Could Climate Change Be Killing Fish?

Environmental issues are rising more than ever, it seems. From development of pipelines to salmon farming, we have to make sure that the environment is not getting pushed to the backburner.

The climate is warming, this is a fact. What we don’t know for a fact is how this warming of the climate is going to affect the earth and the organisms on it. For example, one thing people probably don’t think about is fish and how climate change could be affecting them. The climate is warming and therefore the ocean temperatures are rising. This could potentially decrease fish populations which also cause problems for fisheries around the world.

One way that fisheries can deal with this is by implementing harvest control rules, and by using flexible-date rather than fixed-date seasonal openings. Harvest control rules are a network of guidelines that protect certain species to some degree, based on their relative abundance during certain years or seasons. When these rules are adjusted to changing climates, fisheries can be more effective in protecting fish species. Flexible-date openings mean that fisheries adjust what time of the year they open and close, also based on changing climates. Therefore they can be more proactive in allowing fishing during the right water temperatures; for example, they can time fishing around spawning seasons more accurately.

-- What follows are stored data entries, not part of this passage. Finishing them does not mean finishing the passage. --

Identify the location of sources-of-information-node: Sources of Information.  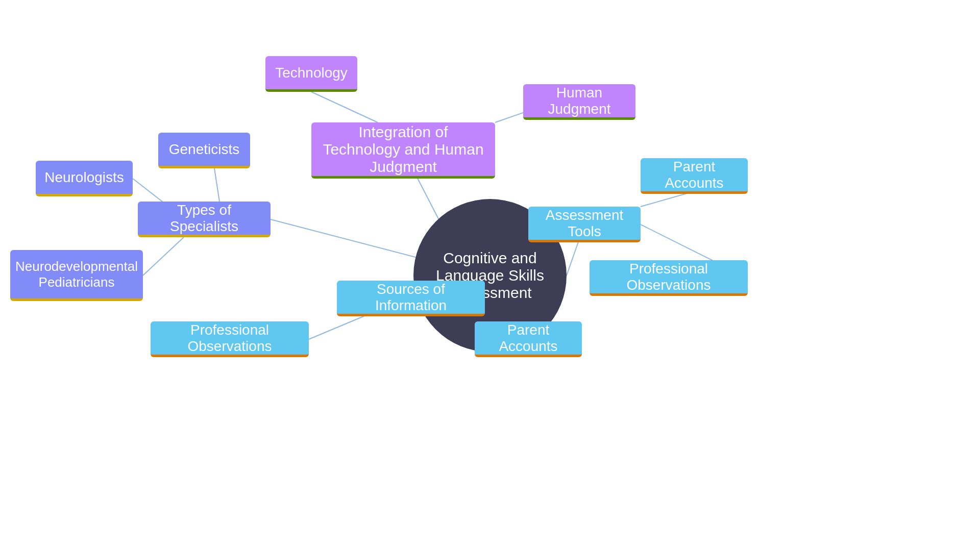
(411, 298).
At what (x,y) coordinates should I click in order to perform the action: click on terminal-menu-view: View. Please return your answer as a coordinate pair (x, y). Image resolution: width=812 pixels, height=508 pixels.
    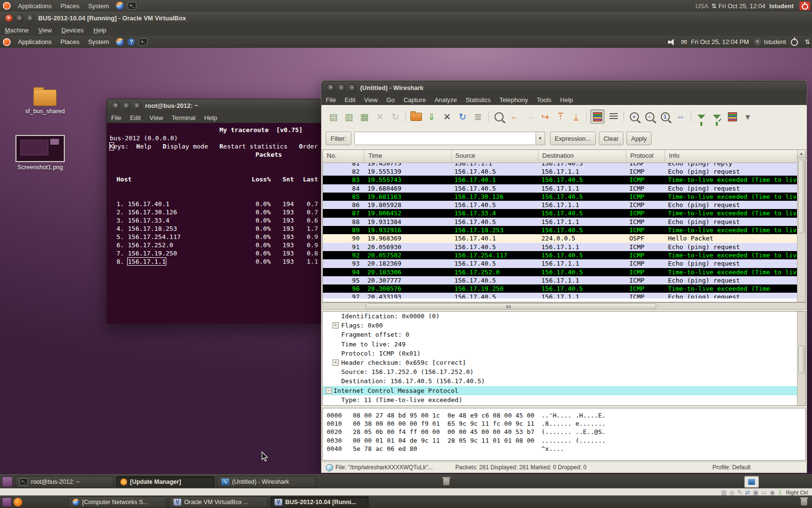
    Looking at the image, I should click on (156, 118).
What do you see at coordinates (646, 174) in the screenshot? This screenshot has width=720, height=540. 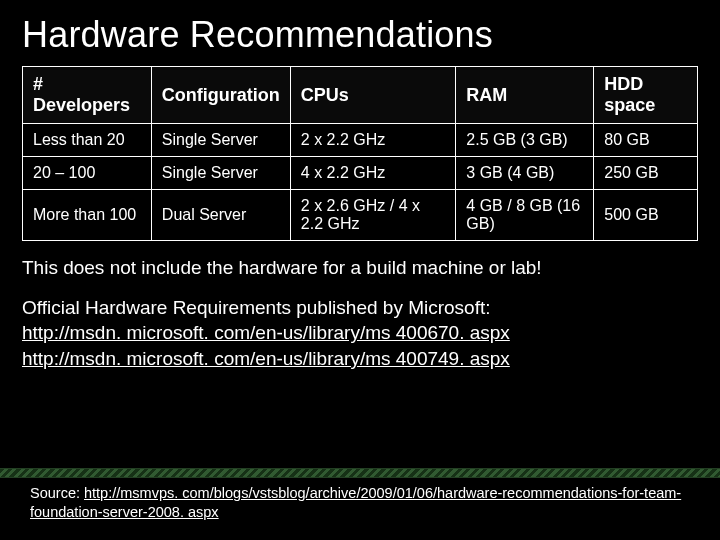 I see `cell: 250 GB` at bounding box center [646, 174].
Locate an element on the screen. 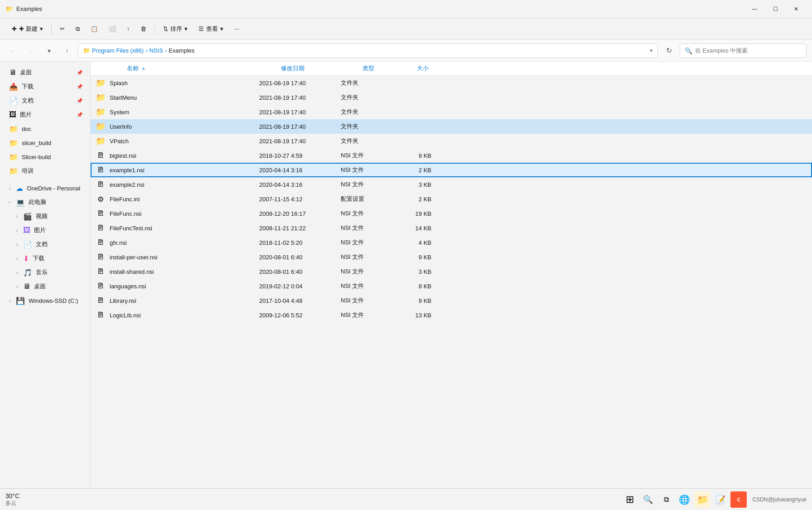 Image resolution: width=812 pixels, height=510 pixels. table-row: 📁 Splash 2021-08-19 17:40 文件夹 is located at coordinates (451, 83).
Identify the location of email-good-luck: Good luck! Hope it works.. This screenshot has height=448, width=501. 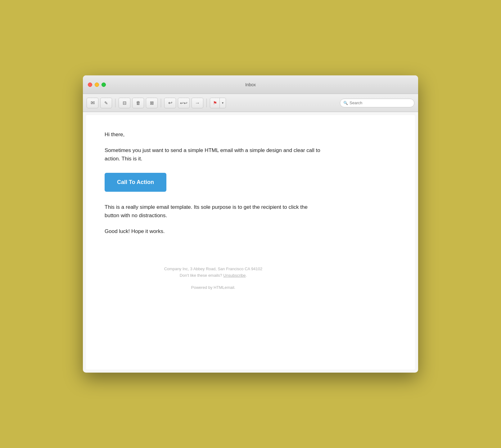
(213, 231).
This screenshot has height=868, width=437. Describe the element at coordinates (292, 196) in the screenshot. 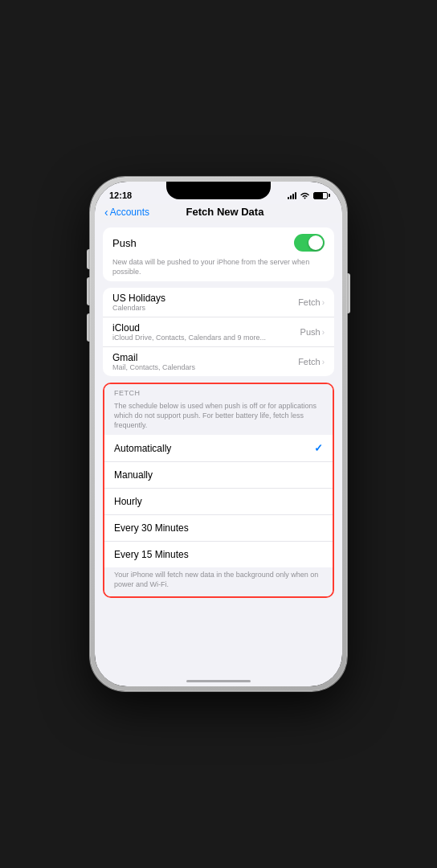

I see `signal-icon` at that location.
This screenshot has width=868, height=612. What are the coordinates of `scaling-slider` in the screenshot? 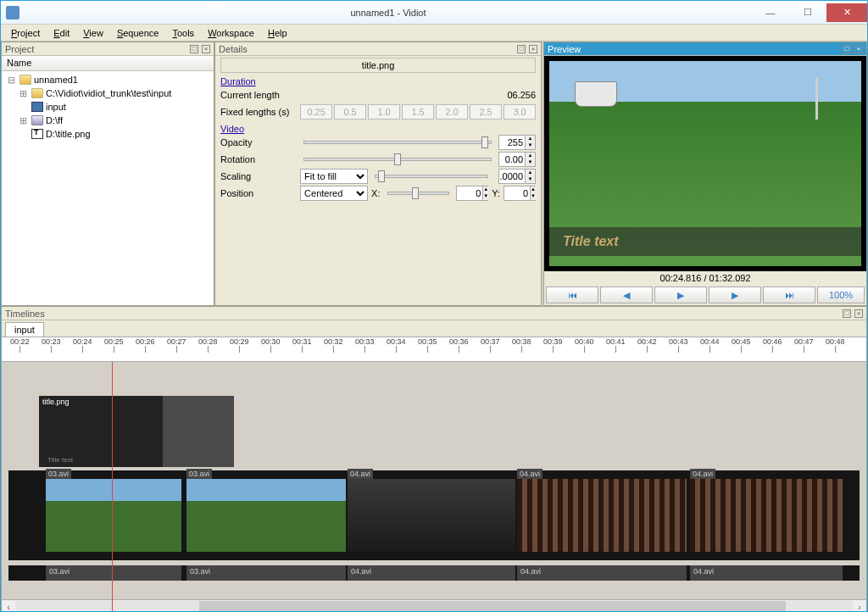 It's located at (431, 176).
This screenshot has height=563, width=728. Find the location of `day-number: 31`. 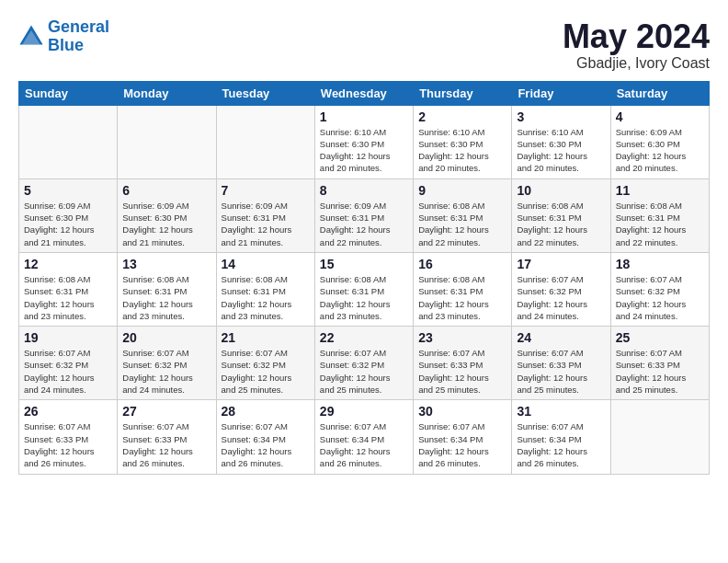

day-number: 31 is located at coordinates (561, 411).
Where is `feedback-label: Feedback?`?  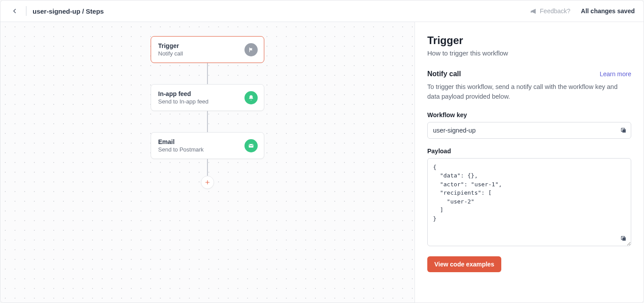 feedback-label: Feedback? is located at coordinates (555, 11).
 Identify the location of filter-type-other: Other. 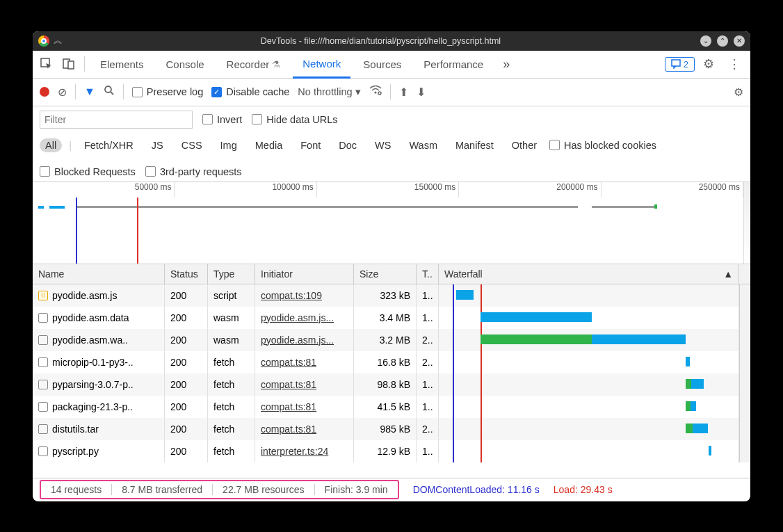
(524, 145).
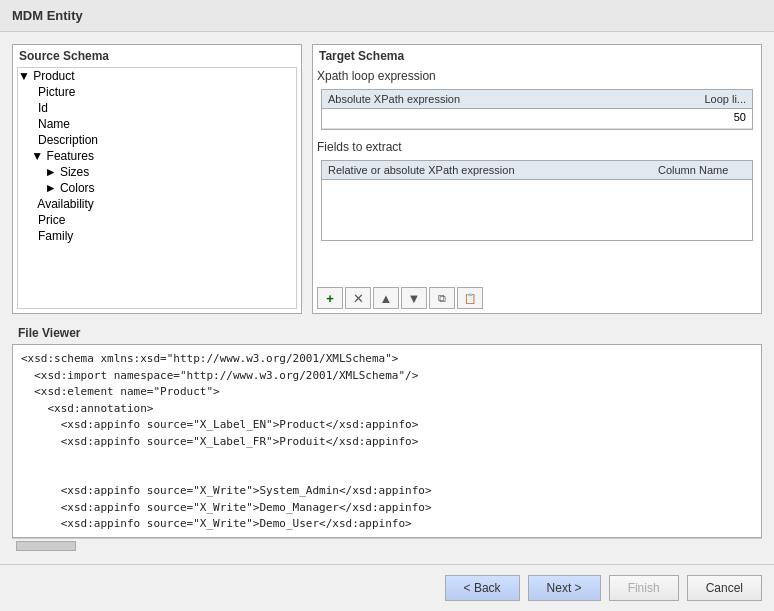 This screenshot has width=774, height=611. I want to click on xpath-table-header: Absolute XPath expression Loop li..., so click(537, 100).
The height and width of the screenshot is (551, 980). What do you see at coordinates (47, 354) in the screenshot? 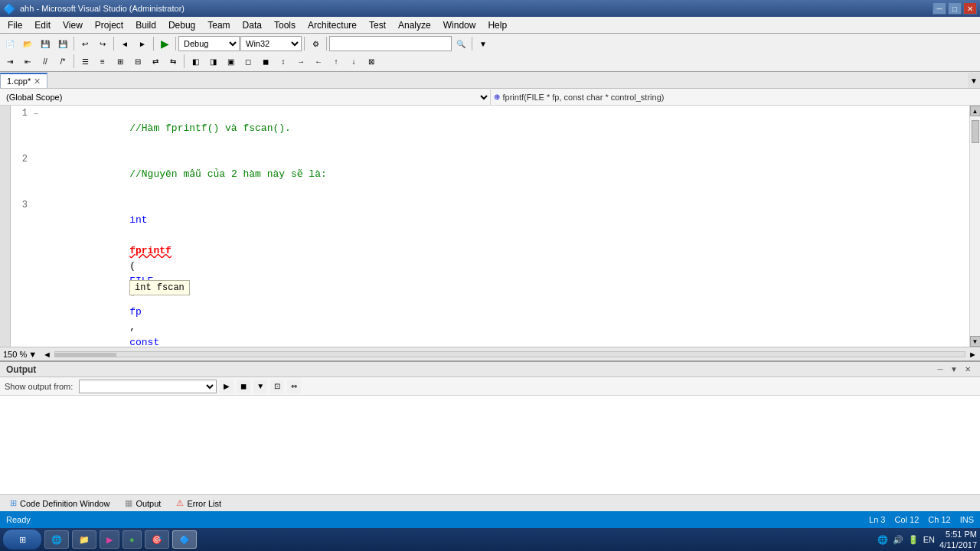
I see `scroll-left-btn: ◄` at bounding box center [47, 354].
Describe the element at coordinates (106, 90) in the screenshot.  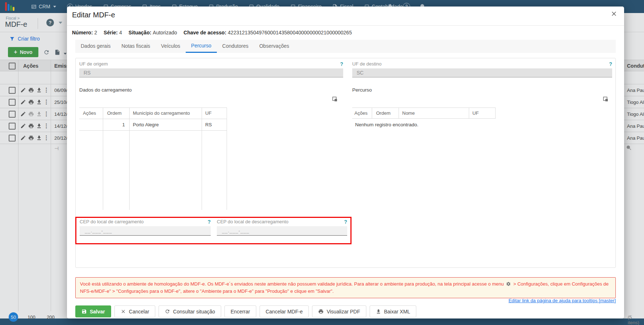
I see `carregamento-section-title: Dados do carregamento` at that location.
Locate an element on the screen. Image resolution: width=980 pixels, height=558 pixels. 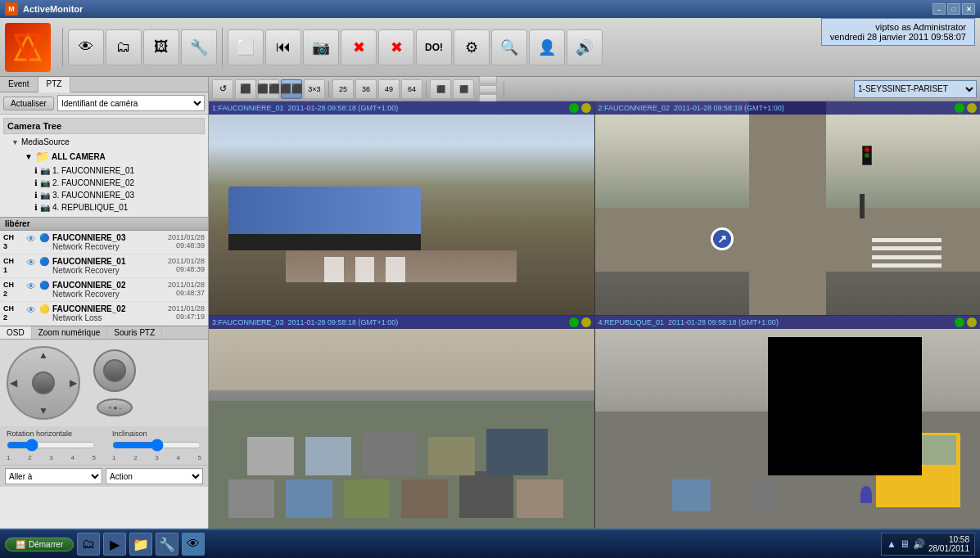
playback-button: ⏮ is located at coordinates (283, 47).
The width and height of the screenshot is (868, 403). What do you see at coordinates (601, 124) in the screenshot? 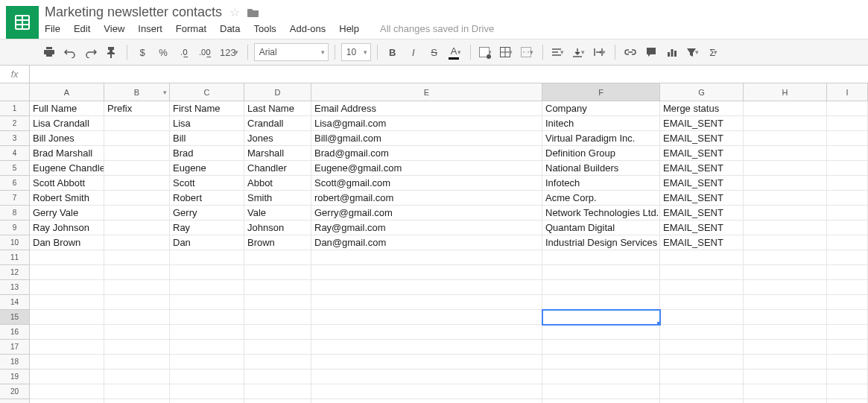
I see `cell: Initech` at bounding box center [601, 124].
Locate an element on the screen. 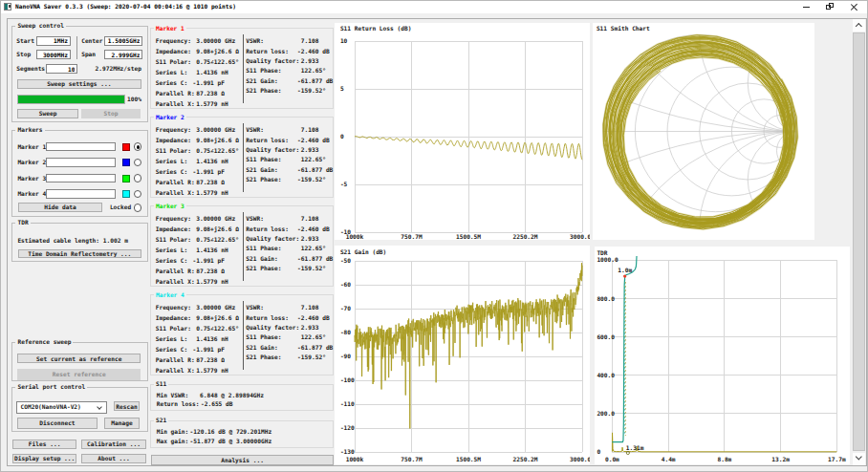 The height and width of the screenshot is (472, 868). marker-data-row: S11 Phase:122.65° is located at coordinates (264, 71).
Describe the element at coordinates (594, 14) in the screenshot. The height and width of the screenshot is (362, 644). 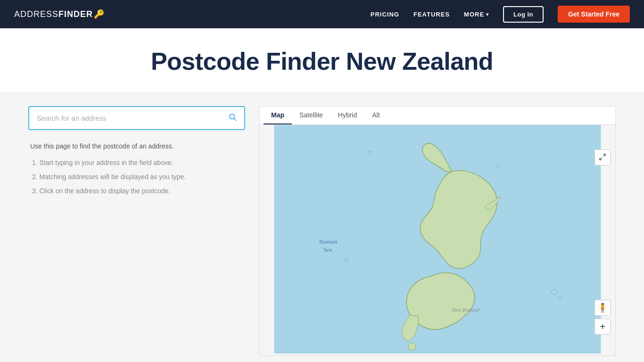
I see `get-started-button: Get Started Free` at that location.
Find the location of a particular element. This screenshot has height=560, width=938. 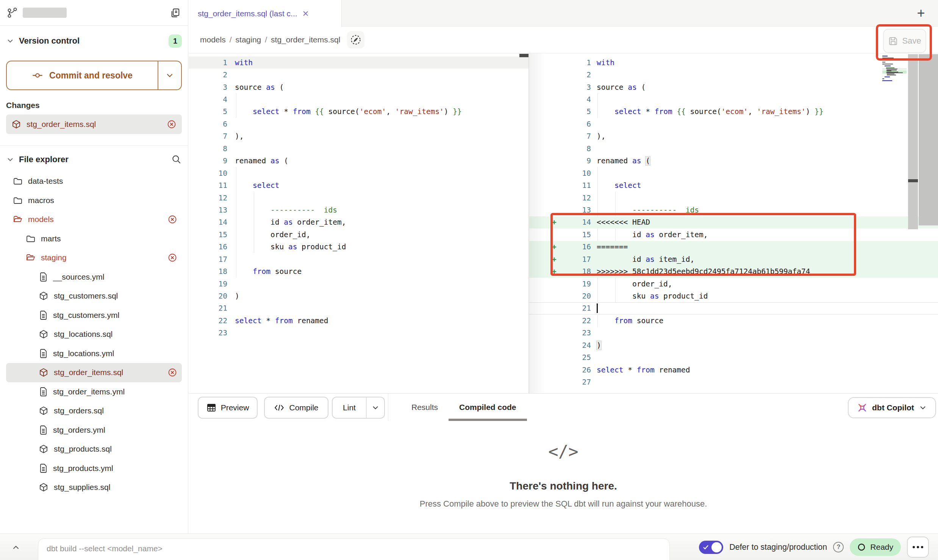

preview-button: Preview is located at coordinates (228, 408).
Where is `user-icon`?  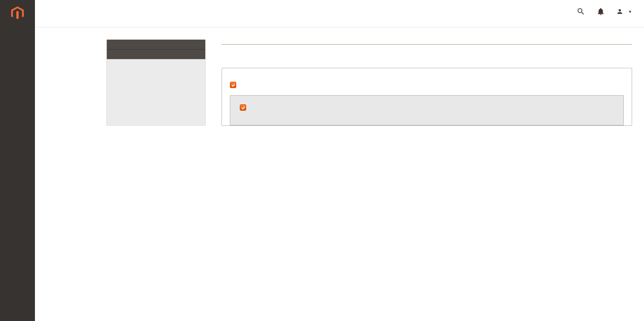 user-icon is located at coordinates (620, 12).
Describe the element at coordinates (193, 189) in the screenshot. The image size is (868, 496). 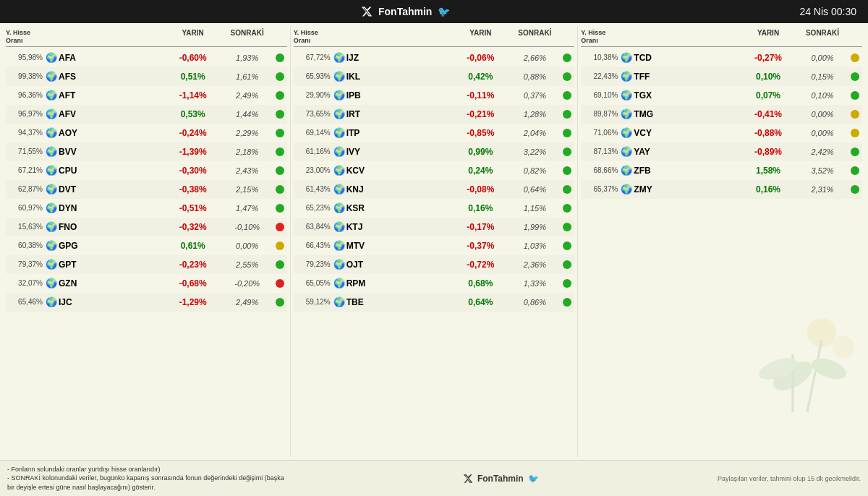
I see `yarin-value: -0,38%` at that location.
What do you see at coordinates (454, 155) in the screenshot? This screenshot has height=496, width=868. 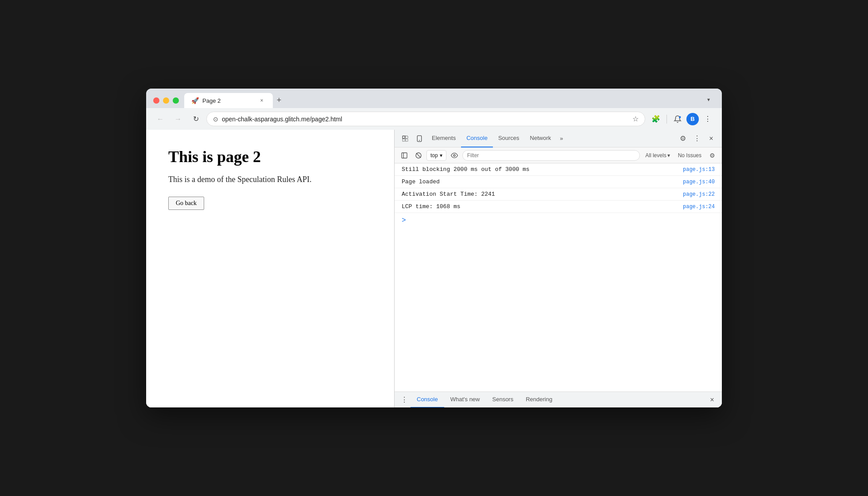 I see `console-eye-button` at bounding box center [454, 155].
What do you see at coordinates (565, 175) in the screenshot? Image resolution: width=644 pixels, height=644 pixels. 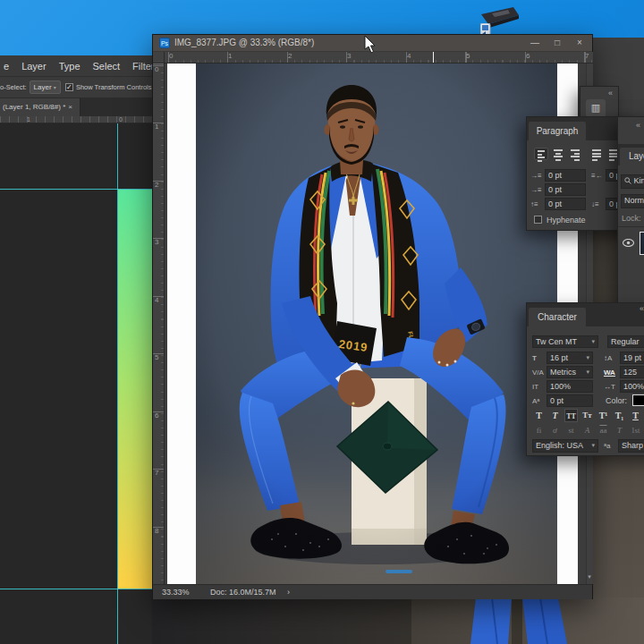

In terms of fishery management B.C is doing well, but there is still room for improvement.  Michael C. Melnychuk, a visiting scientist at UBC who is a researcher in fisheries science at the University of Washington, talks to a group of UBC students about the current state of fisheries worldwide and what they can do to be improving. His research involves collecting data on fisheries around the world and comparing their management systems, and how effective they are in terms of working with climate change and unpredictabilities associated with fish stocks.

Here is what happened when a UBC student went to investigate:

YouTube Preview Image

video credit to Diane Mutabaruka, Shaun Ong, Chloe Bocker, Alysha Morden

Everyone is affected by the fishing industry, directly or not. Sam, a fisherman at Steveston in Richmond, was interviewed on popular radio show “Life at Work” from the Science 300 studio. He acknowledges that fishermen are, understandably, motivated by personal interest, which is why extra precautions need to be taken by the government and fisheries alike in monitoring and protecting fish populations. After all, Sam’s just trying to make a living. Here is what Sam said:

Life at Work

So, UBC students want to save the fish population so they can continue to eat their sushi and Sam the fisherman just wants to be able to fish where he wants when he wants. Unlike Sam, we want to save the fish! Climate change is happening and we are not entirely sure how to control it. Management strategies however are something we can control. This is why we believe that management strategies are the way to go in helping to save the fish populations.

-B.C. Environmental Activists

Earth’s Long-term Climate Mystery: Solved?

A recent study at Rice University provides a possible explanation for the Earth’s long-term back-and-forth between greenhouse and icehouse states over the past 500 million years. Cin-Ty Lee, Professor of Earth Science at Rice, led the just-released four-year study which draws on a new cause for the longest climate cycle.

Currently, we are in an icehouse state, and have been for the last 50 million years. Ice is present at the poles, and we experience periodic glacial activity, on a timescale of thousands of years. When the Earth is in the warmer greenhouse state, there is no ice at the poles, and much more carbon dioxide present in the atmosphere.

What causes this oscillation between hot and cold? The 10 to 100 million year timescale far surpasses any influence from solar or orbital patterns. The standard theory is that greenhouse states come about from carbon dioxide releases caused by volcanic activity along mid-ocean ridges. However, the massive amounts of atmospheric CO2 found in the fossil record from past greenhouse states are suspiciously high for this type of tectonic activity alone.               Lee found that the planet’s long-term climate cycle comes naturally from plate tectonics. The research suggested that tectonic activity drives a periodic flare-up of continental-arc volcanoes, especially during periods when oceans are forming and continents are breaking apart. The continental-arc volcanoes that arise during these periods are located on the edges of continents, and the magma that rises through the volcanoes releases large quantities of carbon dioxide as it passes through layers of carbonates in the continental crust.

While only a theory, the findings explain how the Earth can remain in a greenhouse or icehouse state for so many millions of years. The number of arc volcanoes doesn’t change, but it is in the continental-arc stage rather than the oceanic stage that CO2 is released from a deep bank of continental carbonates.